Provisioning and Deployment Services

In Part III of this book, we look at how to design services and applications to be deployable. Here let’s look at the supporting infrastructure to perform the deployments themselves.

Deployment may be the most well-trodden area of operations tools. It’s an obvious nexus between development and production. To some organizations, deployment is “DevOps.” It’s understandable. In many organizations deployment is ridiculously painful, so it’s a good place to start making life better.

Consequently, a host of deployment tools represent “push” and “pull” methods. A push-style tool uses SSH or another agent so a central server can reach out to run scripts on the target machines. The machines may not know their own roles. The server assigns them.

In contrast, pull-based deployment tools rely more on the machines to know their own roles. Software on the machine reaches out to a configuration service to grab the latest bits for its role.

Pull-based tools work especially well with elastic scaling. Elastically scaled virtual machines or containers have ephemeral identities, so there’s no point in having a push-based tool maintain a mapping from machine identity to role—the machine identity will shortly disappear, never to be seen again! With long-lived virtual machines or even physical hosts, push-based tools can be simpler to set up and administer. That’s because they use commodity software like SSH rather than agents that require their own configuration and authentication techniques.

The deployment tool by itself should be augmented with a package repository. Whether that’s an official “artifact repository” tool or an S3 bucket is up to you. But it’s important to have a location for blessed binary bits that isn’t populated from a developer’s laptop. Production builds need to be run on a clean build server using libraries with known provenance. The build pipeline should tag the build as it passes various stages, especially verification steps like unit or integration tests.

This isn’t just being pedantic or jumping through hoops to satisfy a security department. Repeatable builds are important so code that works on your machine works in production, too.

Canary deployments are an important job of the build tooling. The “canary” is a small set of instances that get the new build first. For a period of time, the instances running the new build coexist with instances running the old build. (See Chapter 14, Handling Versions, to enable peaceful coexistence.) If the canary instances behave oddly, or their metrics go south, then the build is not rolled out to the remaining population.

Like every other stage of build and deployment, the purpose of the canary deployment is to reject a bad build before it reaches the users.

At a larger scale, the deployment tool needs to interact with another service to decide on placement. That placement service will determine how many instances of a service to run. It should be network-aware so it can place instances across network regions for availability. Typically, it’ll also drive the interconnect layer to set up IP addresses, VLANs, load balancers, and firewall rules.

When you get to this scale, it’s probably time to look at the platform players. We’ll cover those a bit later in The Platform Players. Even though a dedicated team will sustain and operate the platform, you’ll want to learn what it can do. That’s because your software needs to include a description of its needs and wants for the platform to provide (usually as a JSON or YAML file in the build artifacts.)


### ABOUT THIS TASK
Restate the records that follow word for word; no pictures should appear.

### RECORDED DATA
-----

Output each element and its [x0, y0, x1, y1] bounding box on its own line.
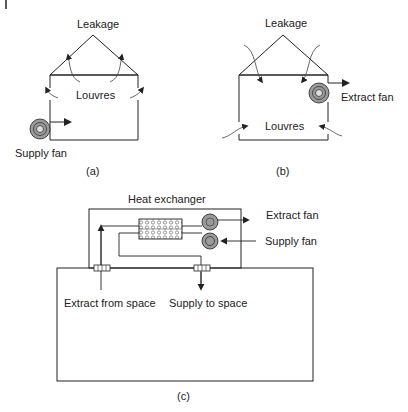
- heat-exchanger-unit: [89, 209, 241, 268]
- panel-b-leakage-label: Leakage: [265, 17, 307, 29]
- ventilation-diagram: [0, 0, 408, 412]
- heat-exchanger-supply-fan-icon: [202, 233, 218, 249]
- panel-b-caption: (b): [276, 165, 289, 177]
- panel-c-caption: (c): [177, 390, 190, 402]
- panel-c-space: [57, 268, 313, 381]
- panel-b-extract-fan-label: Extract fan: [341, 91, 394, 103]
- panel-c-supply-fan-label: Supply fan: [265, 235, 317, 247]
- panel-a-louvres-label: Louvres: [76, 89, 115, 101]
- heat-exchanger-extract-fan-icon: [202, 214, 218, 230]
- panel-a-leakage-label: Leakage: [77, 18, 119, 30]
- supply-to-space-label: Supply to space: [169, 297, 247, 309]
- panel-a-caption: (a): [86, 165, 99, 177]
- panel-c-extract-fan-label: Extract fan: [266, 209, 319, 221]
- panel-a-building: [50, 35, 138, 140]
- panel-b-louvres-label: Louvres: [265, 120, 304, 132]
- panel-a-supply-fan-label: Supply fan: [15, 147, 67, 159]
- heat-exchanger-label: Heat exchanger: [128, 193, 206, 205]
- extract-from-space-label: Extract from space: [64, 297, 156, 309]
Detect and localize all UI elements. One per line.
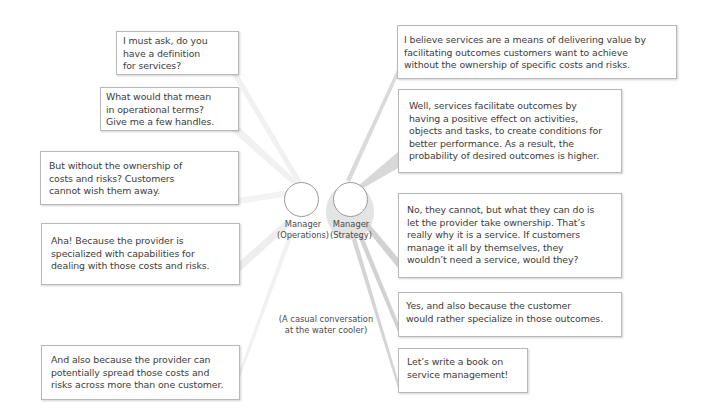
bubble-strategy-4: Yes, and also because the customer would… — [398, 292, 622, 337]
bubble-strategy-2: Well, services facilitate outcomes by ha… — [398, 89, 622, 173]
bubble-operations-5: And also because the provider can potent… — [41, 345, 240, 400]
label-manager-strategy: Manager (Strategy) — [324, 219, 378, 241]
beam-strat-2 — [358, 152, 398, 190]
bubble-strategy-5: Let’s write a book on service management… — [398, 348, 528, 393]
avatar-manager-strategy — [333, 182, 368, 217]
bubble-operations-3: But without the ownership of costs and r… — [40, 151, 239, 205]
bubble-operations-2: What would that mean in operational term… — [100, 87, 239, 131]
caption-water-cooler: (A casual conversation at the water cool… — [268, 314, 384, 336]
beam-ops-2 — [232, 126, 298, 184]
beam-ops-5 — [239, 230, 294, 380]
bubble-operations-4: Aha! Because the provider is specialized… — [41, 223, 240, 285]
beam-ops-1 — [232, 74, 302, 182]
avatar-manager-operations — [284, 182, 319, 217]
bubble-strategy-3: No, they cannot, but what they can do is… — [398, 193, 622, 278]
bubble-strategy-1: I believe services are a means of delive… — [397, 25, 677, 79]
conversation-diagram: I must ask, do you have a definition for… — [0, 0, 711, 419]
beam-ops-3 — [238, 190, 290, 204]
bubble-operations-1: I must ask, do you have a definition for… — [116, 31, 239, 75]
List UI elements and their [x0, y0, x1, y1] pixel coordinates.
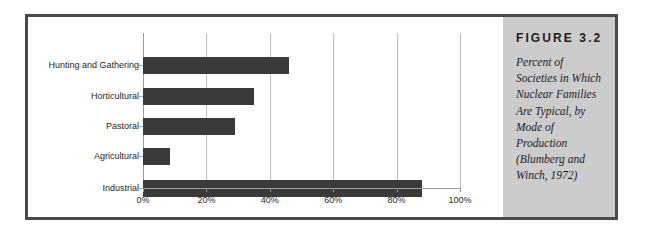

-----

### ANSWER FOR THE TASK
Output each element and its [x0, y0, x1, y1] bounding box on its own line.
- heat-exchanger-unit: [89, 209, 241, 268]
- panel-b-leakage-label: Leakage: [265, 17, 307, 29]
- ventilation-diagram: [0, 0, 408, 412]
- heat-exchanger-supply-fan-icon: [202, 233, 218, 249]
- panel-b-caption: (b): [276, 165, 289, 177]
- panel-c-caption: (c): [177, 390, 190, 402]
- panel-c-space: [57, 268, 313, 381]
- panel-b-extract-fan-label: Extract fan: [341, 91, 394, 103]
- panel-c-supply-fan-label: Supply fan: [265, 235, 317, 247]
- panel-a-louvres-label: Louvres: [76, 89, 115, 101]
- heat-exchanger-extract-fan-icon: [202, 214, 218, 230]
- panel-a-leakage-label: Leakage: [77, 18, 119, 30]
- supply-to-space-label: Supply to space: [169, 297, 247, 309]
- panel-a-caption: (a): [86, 165, 99, 177]
- panel-c-extract-fan-label: Extract fan: [266, 209, 319, 221]
- panel-a-building: [50, 35, 138, 140]
- panel-b-louvres-label: Louvres: [265, 120, 304, 132]
- panel-a-supply-fan-label: Supply fan: [15, 147, 67, 159]
- heat-exchanger-label: Heat exchanger: [128, 193, 206, 205]
- extract-from-space-label: Extract from space: [64, 297, 156, 309]
Detect and localize all UI elements. One per line.
bubble-strategy-4: Yes, and also because the customer would… — [398, 292, 622, 337]
bubble-strategy-2: Well, services facilitate outcomes by ha… — [398, 89, 622, 173]
bubble-operations-5: And also because the provider can potent… — [41, 345, 240, 400]
label-manager-strategy: Manager (Strategy) — [324, 219, 378, 241]
beam-strat-2 — [358, 152, 398, 190]
bubble-strategy-5: Let’s write a book on service management… — [398, 348, 528, 393]
avatar-manager-strategy — [333, 182, 368, 217]
bubble-operations-3: But without the ownership of costs and r… — [40, 151, 239, 205]
bubble-operations-2: What would that mean in operational term… — [100, 87, 239, 131]
caption-water-cooler: (A casual conversation at the water cool… — [268, 314, 384, 336]
beam-ops-2 — [232, 126, 298, 184]
beam-ops-5 — [239, 230, 294, 380]
bubble-operations-4: Aha! Because the provider is specialized… — [41, 223, 240, 285]
beam-ops-1 — [232, 74, 302, 182]
avatar-manager-operations — [284, 182, 319, 217]
bubble-strategy-3: No, they cannot, but what they can do is… — [398, 193, 622, 278]
bubble-strategy-1: I believe services are a means of delive… — [397, 25, 677, 79]
conversation-diagram: I must ask, do you have a definition for… — [0, 0, 711, 419]
beam-ops-3 — [238, 190, 290, 204]
bubble-operations-1: I must ask, do you have a definition for… — [116, 31, 239, 75]
List UI elements and their [x0, y0, x1, y1] pixel coordinates.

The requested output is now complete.